This show will be performed across Los Angeles, the Bay Area, and live on Zoom for a global audience.
Hold Me, Heal Me, a new work sharing surprising moments of kindness that serve as a bolt of hope and inspiration, will premiere on March 15, 2025. This show will be performed across Los Angeles, the Bay Area, and live on Zoom for a global audience.
In a world full of brokenness, these true Jewish stories of kindness will make you laugh, cry, and want to do good. Hold Me, Heal Me, performed by a cast of professional actors, brings these inspiring stories to life in the Salon Theatre style pioneered by The Braid, the world's leading center for Jewish storytelling.
Hold Me, Heal Me first charmed and inspired audiences in 2014. The Braid's artistic director, Ronda Spinak, decided to bring it back and add new stories to reflect the moment. “I honestly felt we all needed it,” she shares. “I came close to losing my home in the Los Angeles wildfires, and so many of my friends lost theirs. Having evacuated to a hotel room, I turned on the TV looking for something positive and instead found a world that seemed racing to outdo itself in cruelty. I felt despondent. Then I turned off my TV and went out into my community. There I experienced strangers helping each other, firefighters acting heroically, a city coming together… and I realized that kindness was everywhere. So I decided to shine a light on the best of humanity.”
Stories from the original show include works by famed Holocaust survivor and author Dr. Edith Eger, award-winning playwright Faye Sholiton, and poet/art therapist Anna Belle Kaufman. Spinak has updated the show with new material, including her own story of two mysterious men who helped protect her house from the approaching fire. Audiences will be deeply moved by the tale of a sickly young boy befriended by a grandfatherly train enthusiast. They'll smile at an unexpected bonding between a Beverly Hills caller and a customer support worker worlds away. And in many other stories and songs, they'll discover a world that's actually full of heartfelt kindness.
The show will be co-directed by Susan Morgenstern, The Braid's producing director and an experienced helmer of countless Salon Theatre-shows, and long-time Braid actor Jasmine Curry. Curry remarks,
“It has been really wonderful to have been invited to put on my director hat. There are many pieces that resonate with me. It will help me and everyone watching to take a moment to restore and nurture our souls, to remind ourselves that good is not lost from the world, and then filled with this, to go out and fight for what is right.”
Morgenstern agrees, “I'm proud of the Braid's decision to meet the moment with a show about something so deeply needed, and something we all are able to give, if we just stop for a moment to be kind.
Morgenstern and Curry will direct a cast, featuring veteran performers from past smash hit Braid productions Shelly Goldstein (The Art of Forgiveness, The Matzo Ball Diaries); Kimberly Green (True Colors, What Do I Do with All This Heritage?); and Joshua Reuben Silverstein (True Colors, What a Surprise!). Tickets are on sale now.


The task: What you give back must match the data exactly, minus the pictures.

*** Listed records Section Begins ***

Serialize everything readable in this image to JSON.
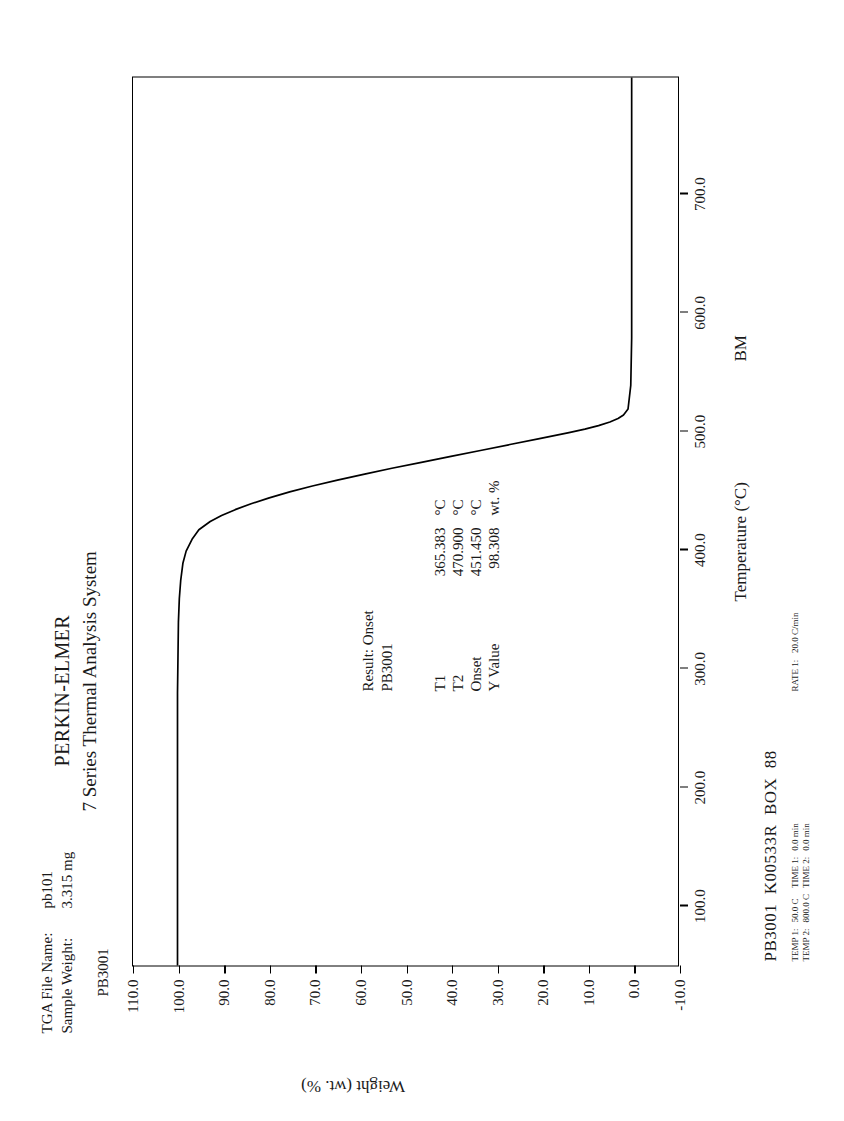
{
  "header": {
    "brand": "PERKIN-ELMER",
    "brand_sub": "7 Series Thermal Analysis System",
    "file_label": "TGA File Name:",
    "file_value": "pb101",
    "weight_label": "Sample Weight:",
    "weight_value": "3.315 mg",
    "sample_id": "PB3001"
  },
  "results": {
    "title": "Result:  Onset",
    "sample": "PB3001",
    "rows": [
      {
        "name": "T1",
        "value": "365.383",
        "unit": "°C"
      },
      {
        "name": "T2",
        "value": "470.900",
        "unit": "°C"
      },
      {
        "name": "Onset",
        "value": "451.450",
        "unit": "°C"
      },
      {
        "name": "Y Value",
        "value": "98.308",
        "unit": "wt. %"
      }
    ]
  },
  "footer": {
    "main": "PB3001  K00533R  BOX  88",
    "operator": "BM",
    "meta": [
      {
        "label": "TEMP 1:",
        "value": "50.0 C",
        "time_label": "TIME 1:",
        "time_value": "0.0 min"
      },
      {
        "label": "TEMP 2:",
        "value": "800.0 C",
        "time_label": "TIME 2:",
        "time_value": "0.0 min"
      }
    ],
    "rate_label": "RATE 1:",
    "rate_value": "20.0 C/min"
  },
  "chart_data": {
    "type": "line",
    "xlabel": "Temperature (°C)",
    "ylabel": "Weight (wt. %)",
    "xlim": [
      50.0,
      800.0
    ],
    "ylim": [
      -10.0,
      110.0
    ],
    "xticks": [
      "100.0",
      "200.0",
      "300.0",
      "400.0",
      "500.0",
      "600.0",
      "700.0"
    ],
    "xtick_values": [
      100,
      200,
      300,
      400,
      500,
      600,
      700
    ],
    "yticks": [
      "110.0",
      "100.0",
      "90.0",
      "80.0",
      "70.0",
      "60.0",
      "50.0",
      "40.0",
      "30.0",
      "20.0",
      "10.0",
      "0.0",
      "-10.0"
    ],
    "ytick_values": [
      110,
      100,
      90,
      80,
      70,
      60,
      50,
      40,
      30,
      20,
      10,
      0,
      -10
    ],
    "grid": false,
    "legend": "none",
    "series": [
      {
        "name": "PB3001 weight loss",
        "x": [
          50,
          80,
          120,
          160,
          200,
          240,
          280,
          310,
          340,
          360,
          375,
          390,
          400,
          410,
          418,
          425,
          430,
          435,
          440,
          445,
          450,
          455,
          460,
          465,
          470,
          475,
          480,
          485,
          490,
          495,
          500,
          503,
          506,
          509,
          512,
          515,
          520,
          540,
          580,
          640,
          700,
          760,
          800
        ],
        "y": [
          100.2,
          100.2,
          100.2,
          100.2,
          100.2,
          100.2,
          100.2,
          100.1,
          100.0,
          99.8,
          99.5,
          99.0,
          98.3,
          97.0,
          95.5,
          93.0,
          90.5,
          87.5,
          84.0,
          80.0,
          75.5,
          70.5,
          65.0,
          59.0,
          53.0,
          46.5,
          40.0,
          33.5,
          27.0,
          20.5,
          14.0,
          10.5,
          7.5,
          5.0,
          3.2,
          2.0,
          1.0,
          0.4,
          0.2,
          0.2,
          0.2,
          0.2,
          0.2
        ]
      }
    ],
    "annotations": [
      {
        "label": "T1",
        "value": 365.383,
        "unit": "°C"
      },
      {
        "label": "T2",
        "value": 470.9,
        "unit": "°C"
      },
      {
        "label": "Onset",
        "value": 451.45,
        "unit": "°C"
      },
      {
        "label": "Y Value",
        "value": 98.308,
        "unit": "wt. %"
      }
    ]
  }
}
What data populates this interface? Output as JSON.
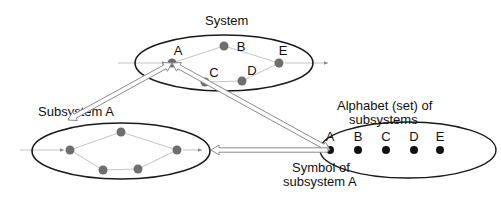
{
  "colors": {
    "background": "#ffffff",
    "ellipse_stroke": "#1a1a1a",
    "state_node": "#6e6e6e",
    "symbol_node": "#111111",
    "edge": "#c4c4c4",
    "arrow_fill": "#ffffff",
    "arrow_stroke": "#8a8a8a",
    "text": "#111111"
  },
  "system": {
    "title": "System",
    "ellipse": {
      "cx": 224,
      "cy": 63,
      "rx": 89,
      "ry": 28
    },
    "nodes": [
      {
        "id": "A",
        "label": "A",
        "x": 172,
        "y": 63,
        "lx": 178,
        "ly": 55
      },
      {
        "id": "B",
        "label": "B",
        "x": 224,
        "y": 46,
        "lx": 241,
        "ly": 51
      },
      {
        "id": "C",
        "label": "C",
        "x": 205,
        "y": 82,
        "lx": 214,
        "ly": 77
      },
      {
        "id": "D",
        "label": "D",
        "x": 242,
        "y": 81,
        "lx": 252,
        "ly": 75
      },
      {
        "id": "E",
        "label": "E",
        "x": 279,
        "y": 63,
        "lx": 283,
        "ly": 55
      }
    ],
    "edges": [
      [
        "A",
        "B"
      ],
      [
        "B",
        "E"
      ],
      [
        "A",
        "C"
      ],
      [
        "C",
        "D"
      ],
      [
        "D",
        "E"
      ]
    ],
    "input_from": {
      "x": 118,
      "y": 63
    },
    "output_to": {
      "x": 328,
      "y": 63
    }
  },
  "subsystem_a": {
    "title": "Subsystem A",
    "ellipse": {
      "cx": 121,
      "cy": 151,
      "rx": 89,
      "ry": 28
    },
    "nodes": [
      {
        "id": "s1",
        "x": 70,
        "y": 150
      },
      {
        "id": "s2",
        "x": 121,
        "y": 132
      },
      {
        "id": "s3",
        "x": 103,
        "y": 170
      },
      {
        "id": "s4",
        "x": 138,
        "y": 169
      },
      {
        "id": "s5",
        "x": 177,
        "y": 150
      }
    ],
    "edges": [
      [
        "s1",
        "s2"
      ],
      [
        "s2",
        "s5"
      ],
      [
        "s1",
        "s3"
      ],
      [
        "s3",
        "s4"
      ],
      [
        "s4",
        "s5"
      ]
    ],
    "input_from": {
      "x": 20,
      "y": 150
    },
    "output_to": {
      "x": 202,
      "y": 150
    }
  },
  "alphabet": {
    "title_line1": "Alphabet (set) of",
    "title_line2": "subsystems",
    "ellipse": {
      "cx": 408,
      "cy": 150,
      "rx": 88,
      "ry": 28
    },
    "symbols": [
      {
        "label": "A",
        "x": 330,
        "y": 150
      },
      {
        "label": "B",
        "x": 358,
        "y": 150
      },
      {
        "label": "C",
        "x": 386,
        "y": 150
      },
      {
        "label": "D",
        "x": 414,
        "y": 150
      },
      {
        "label": "E",
        "x": 440,
        "y": 150
      }
    ],
    "annotation_line1": "Symbol of",
    "annotation_line2": "subsystem A"
  },
  "arrows": [
    {
      "name": "system-a-to-subsystem-a",
      "x1": 172,
      "y1": 63,
      "x2": 68,
      "y2": 120,
      "heads": "both"
    },
    {
      "name": "system-a-to-symbol-a",
      "x1": 172,
      "y1": 63,
      "x2": 330,
      "y2": 150,
      "heads": "both"
    },
    {
      "name": "symbol-a-to-subsystem-a",
      "x1": 328,
      "y1": 150,
      "x2": 211,
      "y2": 150,
      "heads": "end"
    }
  ]
}
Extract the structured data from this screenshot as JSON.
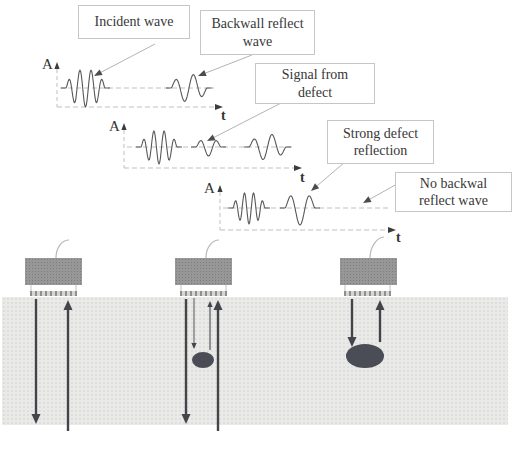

*** Listed records Section Ends ***

Reply to the task:
Serialize everything readable in this image to JSON.
{
  "header": {
    "brand": "PERKIN-ELMER",
    "brand_sub": "7 Series Thermal Analysis System",
    "file_label": "TGA File Name:",
    "file_value": "pb101",
    "weight_label": "Sample Weight:",
    "weight_value": "3.315 mg",
    "sample_id": "PB3001"
  },
  "results": {
    "title": "Result:  Onset",
    "sample": "PB3001",
    "rows": [
      {
        "name": "T1",
        "value": "365.383",
        "unit": "°C"
      },
      {
        "name": "T2",
        "value": "470.900",
        "unit": "°C"
      },
      {
        "name": "Onset",
        "value": "451.450",
        "unit": "°C"
      },
      {
        "name": "Y Value",
        "value": "98.308",
        "unit": "wt. %"
      }
    ]
  },
  "footer": {
    "main": "PB3001  K00533R  BOX  88",
    "operator": "BM",
    "meta": [
      {
        "label": "TEMP 1:",
        "value": "50.0 C",
        "time_label": "TIME 1:",
        "time_value": "0.0 min"
      },
      {
        "label": "TEMP 2:",
        "value": "800.0 C",
        "time_label": "TIME 2:",
        "time_value": "0.0 min"
      }
    ],
    "rate_label": "RATE 1:",
    "rate_value": "20.0 C/min"
  },
  "chart_data": {
    "type": "line",
    "xlabel": "Temperature (°C)",
    "ylabel": "Weight (wt. %)",
    "xlim": [
      50.0,
      800.0
    ],
    "ylim": [
      -10.0,
      110.0
    ],
    "xticks": [
      "100.0",
      "200.0",
      "300.0",
      "400.0",
      "500.0",
      "600.0",
      "700.0"
    ],
    "xtick_values": [
      100,
      200,
      300,
      400,
      500,
      600,
      700
    ],
    "yticks": [
      "110.0",
      "100.0",
      "90.0",
      "80.0",
      "70.0",
      "60.0",
      "50.0",
      "40.0",
      "30.0",
      "20.0",
      "10.0",
      "0.0",
      "-10.0"
    ],
    "ytick_values": [
      110,
      100,
      90,
      80,
      70,
      60,
      50,
      40,
      30,
      20,
      10,
      0,
      -10
    ],
    "grid": false,
    "legend": "none",
    "series": [
      {
        "name": "PB3001 weight loss",
        "x": [
          50,
          80,
          120,
          160,
          200,
          240,
          280,
          310,
          340,
          360,
          375,
          390,
          400,
          410,
          418,
          425,
          430,
          435,
          440,
          445,
          450,
          455,
          460,
          465,
          470,
          475,
          480,
          485,
          490,
          495,
          500,
          503,
          506,
          509,
          512,
          515,
          520,
          540,
          580,
          640,
          700,
          760,
          800
        ],
        "y": [
          100.2,
          100.2,
          100.2,
          100.2,
          100.2,
          100.2,
          100.2,
          100.1,
          100.0,
          99.8,
          99.5,
          99.0,
          98.3,
          97.0,
          95.5,
          93.0,
          90.5,
          87.5,
          84.0,
          80.0,
          75.5,
          70.5,
          65.0,
          59.0,
          53.0,
          46.5,
          40.0,
          33.5,
          27.0,
          20.5,
          14.0,
          10.5,
          7.5,
          5.0,
          3.2,
          2.0,
          1.0,
          0.4,
          0.2,
          0.2,
          0.2,
          0.2,
          0.2
        ]
      }
    ],
    "annotations": [
      {
        "label": "T1",
        "value": 365.383,
        "unit": "°C"
      },
      {
        "label": "T2",
        "value": 470.9,
        "unit": "°C"
      },
      {
        "label": "Onset",
        "value": 451.45,
        "unit": "°C"
      },
      {
        "label": "Y Value",
        "value": 98.308,
        "unit": "wt. %"
      }
    ]
  }
}
What data populates this interface? Output as JSON.
{
  "colors": {
    "background": "#ffffff",
    "ellipse_stroke": "#1a1a1a",
    "state_node": "#6e6e6e",
    "symbol_node": "#111111",
    "edge": "#c4c4c4",
    "arrow_fill": "#ffffff",
    "arrow_stroke": "#8a8a8a",
    "text": "#111111"
  },
  "system": {
    "title": "System",
    "ellipse": {
      "cx": 224,
      "cy": 63,
      "rx": 89,
      "ry": 28
    },
    "nodes": [
      {
        "id": "A",
        "label": "A",
        "x": 172,
        "y": 63,
        "lx": 178,
        "ly": 55
      },
      {
        "id": "B",
        "label": "B",
        "x": 224,
        "y": 46,
        "lx": 241,
        "ly": 51
      },
      {
        "id": "C",
        "label": "C",
        "x": 205,
        "y": 82,
        "lx": 214,
        "ly": 77
      },
      {
        "id": "D",
        "label": "D",
        "x": 242,
        "y": 81,
        "lx": 252,
        "ly": 75
      },
      {
        "id": "E",
        "label": "E",
        "x": 279,
        "y": 63,
        "lx": 283,
        "ly": 55
      }
    ],
    "edges": [
      [
        "A",
        "B"
      ],
      [
        "B",
        "E"
      ],
      [
        "A",
        "C"
      ],
      [
        "C",
        "D"
      ],
      [
        "D",
        "E"
      ]
    ],
    "input_from": {
      "x": 118,
      "y": 63
    },
    "output_to": {
      "x": 328,
      "y": 63
    }
  },
  "subsystem_a": {
    "title": "Subsystem A",
    "ellipse": {
      "cx": 121,
      "cy": 151,
      "rx": 89,
      "ry": 28
    },
    "nodes": [
      {
        "id": "s1",
        "x": 70,
        "y": 150
      },
      {
        "id": "s2",
        "x": 121,
        "y": 132
      },
      {
        "id": "s3",
        "x": 103,
        "y": 170
      },
      {
        "id": "s4",
        "x": 138,
        "y": 169
      },
      {
        "id": "s5",
        "x": 177,
        "y": 150
      }
    ],
    "edges": [
      [
        "s1",
        "s2"
      ],
      [
        "s2",
        "s5"
      ],
      [
        "s1",
        "s3"
      ],
      [
        "s3",
        "s4"
      ],
      [
        "s4",
        "s5"
      ]
    ],
    "input_from": {
      "x": 20,
      "y": 150
    },
    "output_to": {
      "x": 202,
      "y": 150
    }
  },
  "alphabet": {
    "title_line1": "Alphabet (set) of",
    "title_line2": "subsystems",
    "ellipse": {
      "cx": 408,
      "cy": 150,
      "rx": 88,
      "ry": 28
    },
    "symbols": [
      {
        "label": "A",
        "x": 330,
        "y": 150
      },
      {
        "label": "B",
        "x": 358,
        "y": 150
      },
      {
        "label": "C",
        "x": 386,
        "y": 150
      },
      {
        "label": "D",
        "x": 414,
        "y": 150
      },
      {
        "label": "E",
        "x": 440,
        "y": 150
      }
    ],
    "annotation_line1": "Symbol of",
    "annotation_line2": "subsystem A"
  },
  "arrows": [
    {
      "name": "system-a-to-subsystem-a",
      "x1": 172,
      "y1": 63,
      "x2": 68,
      "y2": 120,
      "heads": "both"
    },
    {
      "name": "system-a-to-symbol-a",
      "x1": 172,
      "y1": 63,
      "x2": 330,
      "y2": 150,
      "heads": "both"
    },
    {
      "name": "symbol-a-to-subsystem-a",
      "x1": 328,
      "y1": 150,
      "x2": 211,
      "y2": 150,
      "heads": "end"
    }
  ]
}
Extract the structured data from this screenshot as JSON.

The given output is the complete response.